Enclosure, Curraghmore, Co. Sligo
Co. Sligo |
Enclosures
In the townland of Curraghmore in County Sligo, an enclosure sits on the landscape, recorded and counted among Ireland's archaeological monuments but not yet widely documented in the public record.
Enclosures of this kind are among the most common, and most quietly mysterious, features of the Irish countryside. The term covers a broad range of forms: ringforts, cashels, and other roughly circular or oval boundaries defined by earthen banks, ditches, or stone walls, built across many centuries from the prehistoric period through to the early medieval. They served as farmsteads, places of assembly, or simply as boundaries marking out land in a time before written title deeds. Their sheer number across the island means that many remain only partially studied, known to exist but not yet fully examined.
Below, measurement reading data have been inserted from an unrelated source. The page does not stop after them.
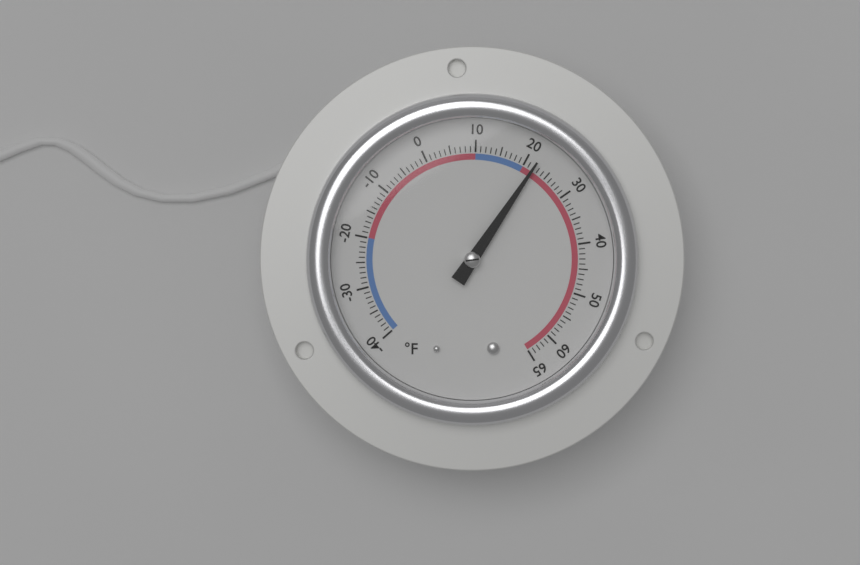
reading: 22 °F
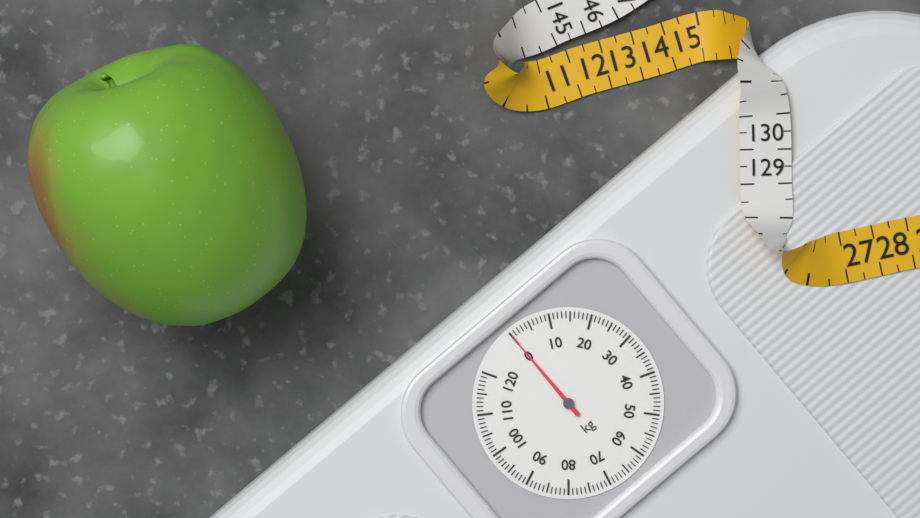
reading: 0 kg
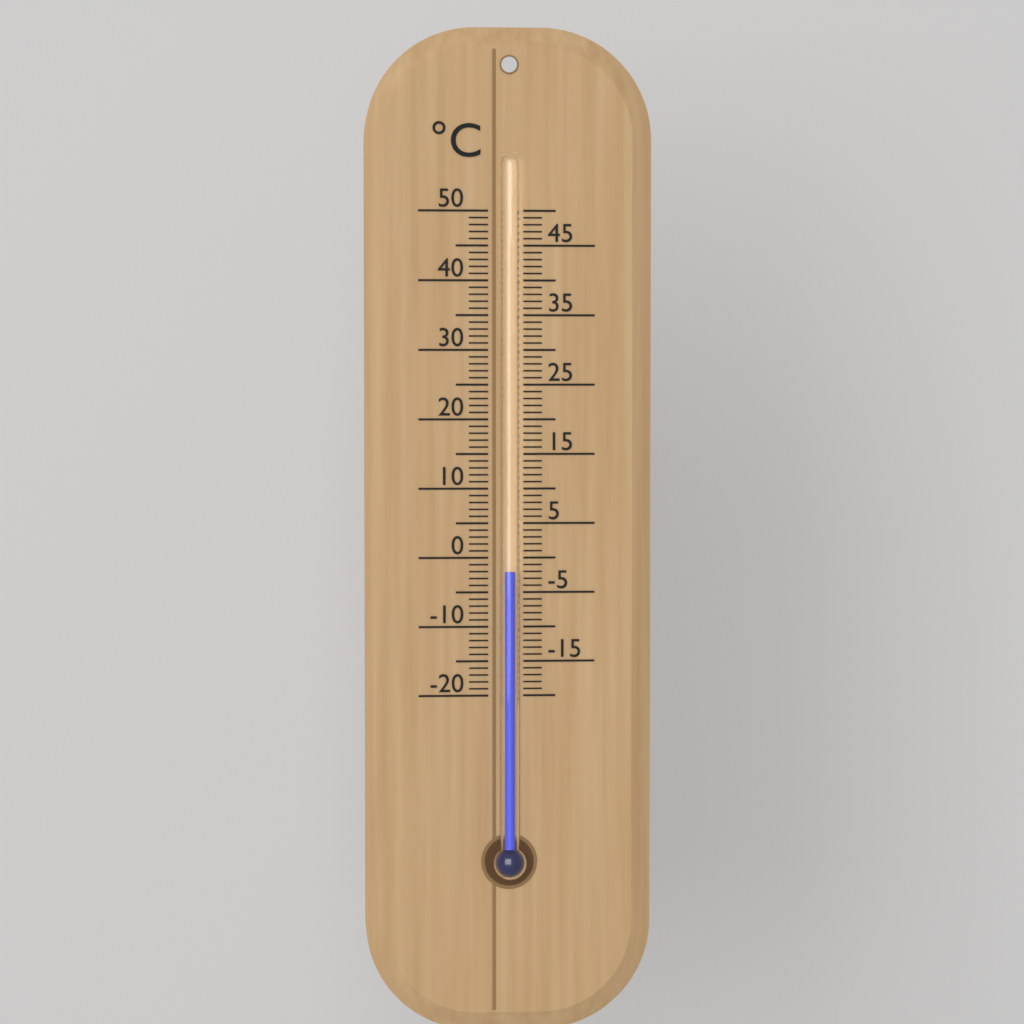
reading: -2 °C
Curraghmore, as a place name, suggests a landscape of open, boggy ground, derived from the Irish currach mór, meaning large marsh or bog. Sligo's interior is well supplied with such terrain, and enclosures in this county often occupy slightly elevated ground above wetter lowland, positioned to take advantage of drier soils while remaining close to water. Without more detailed fieldwork records currently available for this particular site, its precise form, date, and condition remain unclear. What is certain is that it has been identified and classified as a monument, which means it carries legal protection under Irish national monuments legislation, regardless of how much descriptive information has yet been gathered about it.